Customer data can provide valuable insights necessary for making key business decisions. You can understand customer needs better, identify your business strengths and weaknesses, and even make valuable connections with quality customer data. While data collection is crucial for smart decision-making, the risk of data loss and security breaches exists and can have a devastating impact on your business.
Additionally, you should comply with data privacy laws and regulations like GDPR that determine how you collect and use customer data. Read on for tips on collecting customer data securely to ensure you protect your customer’s sensitive information while remaining compliant with relevant laws.
Methods of Collecting Customer Data
There are numerous ways to acquire valuable customer data. Whether you want to gauge customer satisfaction or are creating a contact list for email marketing purposes, below are ways you can get the information you need.
- Google review links: If you are looking for customer review data, create a Google review link and let your customers provide feedback about your products or services on Google.
- Surveys: You can conduct surveys through the phone, via texts, or through a web form and ask your clients specific questions depending on your subject of interest.
- Social media: Social media platforms like Instagram, Twitter, and Facebook are excellent venues to learn about your clients and monitor customer behavior.
- Web tracking. Tracking your website traffic with tools like Google Analytics can tell you a lot about your visitors. Some of the data you can obtain include how your visitors got to the website, how long they stayed, and the pages they visited. You can know whether your website traffic turned into conversions by buying or subscribing to your mailing list.
Tips for Collecting Customer Data Securely
You can implement the following measures when collecting customer data to make the process efficient and secure.
1. Prioritize Data Safety through Encryption and Authentication
While it might seem like a no-brainer, most businesses do not encrypt the data they collect. The lack of protection makes it vulnerable to security breaches both in transit and storage. Encrypting the data you collect from your customers makes it unreadable and useless to unauthorized parties. Encrypt your files, folders as well as data storage devices for safety.

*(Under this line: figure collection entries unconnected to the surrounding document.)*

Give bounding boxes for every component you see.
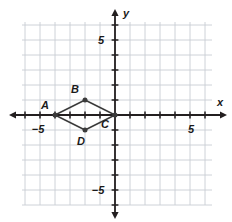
- y-axis-label: y: [122, 7, 130, 19]
- y-tick-label-pos5: 5: [98, 34, 105, 46]
- vertex-point-d: [83, 128, 88, 133]
- y-tick-label-neg5: −5: [92, 184, 105, 196]
- vertex-point-a: [53, 113, 58, 118]
- x-axis-label: x: [216, 96, 224, 108]
- vertex-label-a: A: [40, 99, 49, 111]
- plot-background: [0, 0, 232, 222]
- vertex-label-c: C: [101, 118, 110, 130]
- vertex-point-b: [83, 98, 88, 103]
- vertex-label-d: D: [77, 135, 85, 147]
- x-tick-label-pos5: 5: [188, 123, 195, 135]
- x-tick-label-neg5: −5: [32, 123, 45, 135]
- coordinate-plane: ABCD−555−5xy: [0, 0, 232, 222]
- vertex-label-b: B: [71, 83, 79, 95]
- vertex-point-c: [113, 113, 118, 118]
- figure-root: 188 ABCD−555−5xy: [0, 0, 232, 222]
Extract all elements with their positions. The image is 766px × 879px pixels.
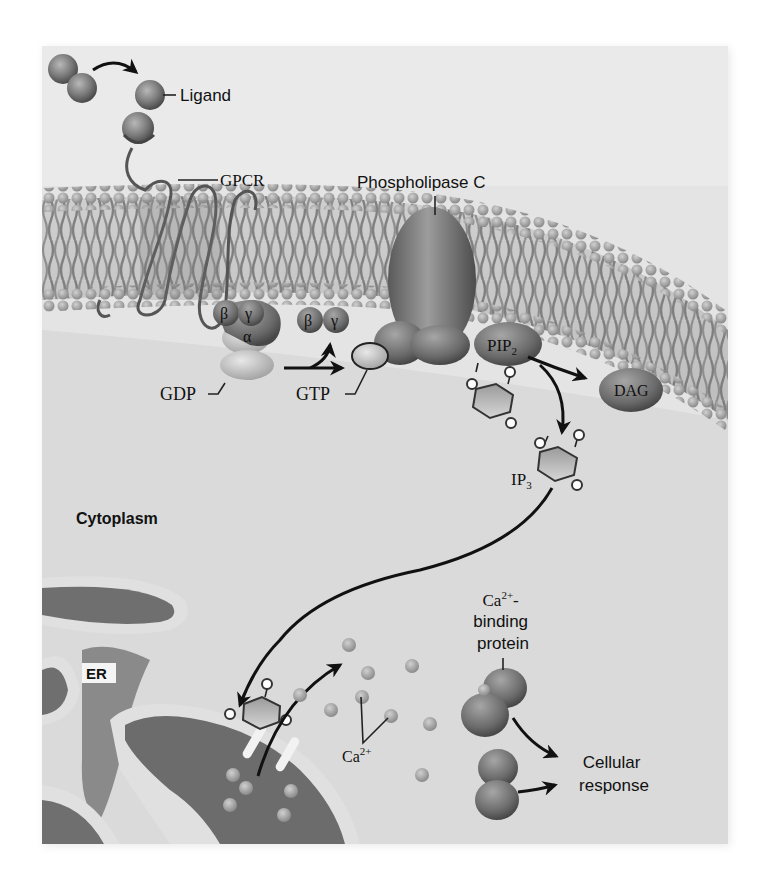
gpcr-signaling-diagram: Ligand GPCR Phospholipase C β γ α β γ GD… — [0, 0, 766, 879]
label-ligand: Ligand — [180, 86, 231, 105]
label-gdp: GDP — [160, 384, 196, 404]
label-gpcr: GPCR — [220, 171, 265, 190]
label-er: ER — [86, 665, 107, 682]
label-beta: β — [220, 305, 228, 323]
label-phospholipase-c: Phospholipase C — [357, 173, 486, 192]
label-gtp: GTP — [296, 384, 330, 404]
label-gamma-free: γ — [330, 312, 338, 330]
label-alpha: α — [243, 328, 252, 345]
label-gamma: γ — [244, 305, 252, 323]
label-beta-free: β — [304, 312, 312, 330]
label-cytoplasm: Cytoplasm — [76, 510, 158, 527]
label-dag: DAG — [614, 382, 649, 399]
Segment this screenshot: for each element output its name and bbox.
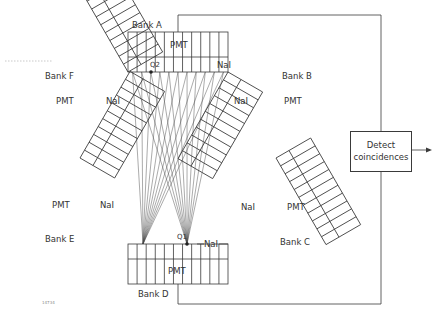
bank-d — [128, 244, 228, 284]
bank-e-nai: NaI — [100, 201, 114, 210]
q1-label: Q1 — [177, 234, 187, 241]
bank-c — [276, 138, 361, 245]
bank-b-label: Bank B — [282, 72, 312, 81]
figure-id: 14734 — [42, 301, 55, 305]
bank-b-nai: NaI — [234, 97, 248, 106]
bank-c-nai: NaI — [241, 203, 255, 212]
bank-d-pmt: PMT — [168, 267, 186, 276]
bank-d-label: Bank D — [138, 290, 169, 299]
bank-e-pmt: PMT — [52, 201, 70, 210]
detect-coincidences-box: Detect coincidences — [350, 131, 412, 172]
bank-c-pmt: PMT — [287, 203, 305, 212]
bank-f-nai: NaI — [106, 97, 120, 106]
bank-a-pmt: PMT — [170, 41, 188, 50]
bank-a-nai: NaI — [217, 61, 231, 70]
bank-a-label: Bank A — [132, 21, 162, 30]
detect-label-line2: coincidences — [353, 152, 408, 163]
q2-label: Q2 — [150, 62, 160, 69]
bank-e — [80, 71, 165, 178]
bank-c-label: Bank C — [280, 238, 310, 247]
bank-b-pmt: PMT — [284, 97, 302, 106]
arrowhead-icon — [426, 148, 432, 153]
q1-point — [185, 242, 189, 246]
ray-fan — [133, 72, 224, 244]
bank-f-pmt: PMT — [56, 97, 74, 106]
bank-a — [128, 32, 228, 72]
detect-label-line1: Detect — [367, 140, 395, 151]
bank-b — [178, 72, 263, 179]
bank-d-nai: NaI — [204, 240, 218, 249]
q2-point — [149, 70, 153, 74]
bank-e-label: Bank E — [45, 235, 74, 244]
bank-f-label: Bank F — [45, 72, 74, 81]
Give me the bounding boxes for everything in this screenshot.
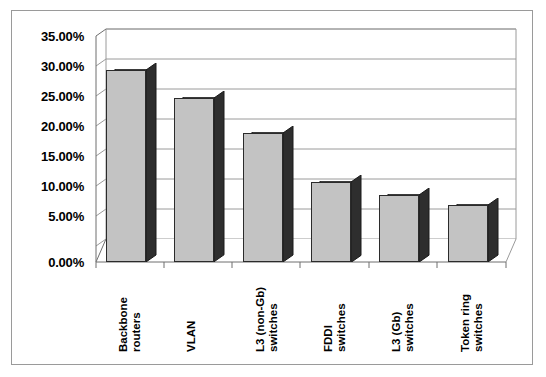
bar-side-face — [419, 188, 430, 262]
bar-front-face — [243, 133, 283, 262]
bar-side-face — [283, 126, 294, 262]
bar-side-face — [488, 198, 499, 262]
bar-side-face — [146, 63, 157, 262]
x-tick-label: L3 (Gb) switches — [390, 303, 416, 352]
bar-front-face — [311, 182, 351, 262]
bar-front-face — [106, 70, 146, 262]
y-tick-label: 0.00% — [12, 255, 84, 270]
bar-side-face — [351, 175, 362, 262]
y-tick-label: 35.00% — [12, 29, 84, 44]
y-tick-label: 5.00% — [12, 209, 84, 224]
bar-side-face — [214, 91, 225, 262]
bar-front-face — [174, 98, 214, 262]
y-axis-labels: 35.00% 30.00% 25.00% 20.00% 15.00% 10.00… — [0, 0, 84, 377]
x-tick-label: FDDI switches — [322, 303, 348, 352]
bar-column — [448, 198, 498, 262]
bar-chart: 35.00% 30.00% 25.00% 20.00% 15.00% 10.00… — [0, 0, 546, 377]
x-tick-label: L3 (non-Gb) switches — [254, 287, 280, 352]
y-tick-label: 10.00% — [12, 179, 84, 194]
bar-column — [311, 175, 361, 262]
y-tick-label: 30.00% — [12, 59, 84, 74]
bar-column — [379, 188, 429, 262]
x-tick-label: VLAN — [185, 321, 198, 352]
y-tick-label: 15.00% — [12, 149, 84, 164]
bar-column — [106, 63, 156, 262]
x-tick-label: Token ring switches — [459, 294, 485, 352]
bar-front-face — [448, 205, 488, 262]
x-tick-label: Backbone routers — [117, 297, 143, 352]
y-tick-label: 25.00% — [12, 89, 84, 104]
bar-column — [174, 91, 224, 262]
bar-front-face — [379, 195, 419, 262]
y-tick-label: 20.00% — [12, 119, 84, 134]
bar-column — [243, 126, 293, 262]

Besides encryption, you can ensure only authorized individuals access customer data after authentication through SAML and LPAD. Also, implement privacy policies and make them accessible to your staff. Lastly, train your staff to handle customer data securely and maintain its integrity.
2. Collect Only the Data You Need
Up to 70% of data that businesses collect is unused. Having large amounts of irrelevant data is overwhelming. It can also be a distraction to your management when making important decisions.
To safely collect customer data, set your priorities right by deciding which customer data is the most important and how it relates to your business goals. Also, figure out how to analyze the data. Avoid collecting or retaining information unless it’s necessary. When you minimize the data you collect, you boost customer confidence and reduce data’s external value, making it less valuable to hackers.
3. Practice Ethical Data Collection
It can be difficult to obtain customer data, especially when you don’t disclose what the data is for or provide reassurance of confidentiality and privacy. For efficient and secure data collection, ethics is crucial. With this in mind, always ask for consent before collecting customer data and be transparent about how your business will use the data.
Also, give your customers the choice to decide on the information to share. As part of ethical data collection, be sure to safeguard the customer’s privacy and avoid harm to the client during the data collection process.
4. Back Up Your Data
You have to back up the data you collect for easy retrieval in case of data loss, natural disasters, IT failures, or cyber-attacks. Ensure that your business has a reliable data backup and recovery plan to avoid losing customer data permanently. You can back up your data in hardware servers, the cloud, or software. Backing up your data facilitates easy retrieval and promotes business continuity in case of a disaster.
Whether you collect customer review data or are aiming to create an email list for marketing purposes, data security and privacy are crucial. The above tips can help you obtain customer data securely, stay compliant with existing data protection laws and regulations, and earn your customers’ trust.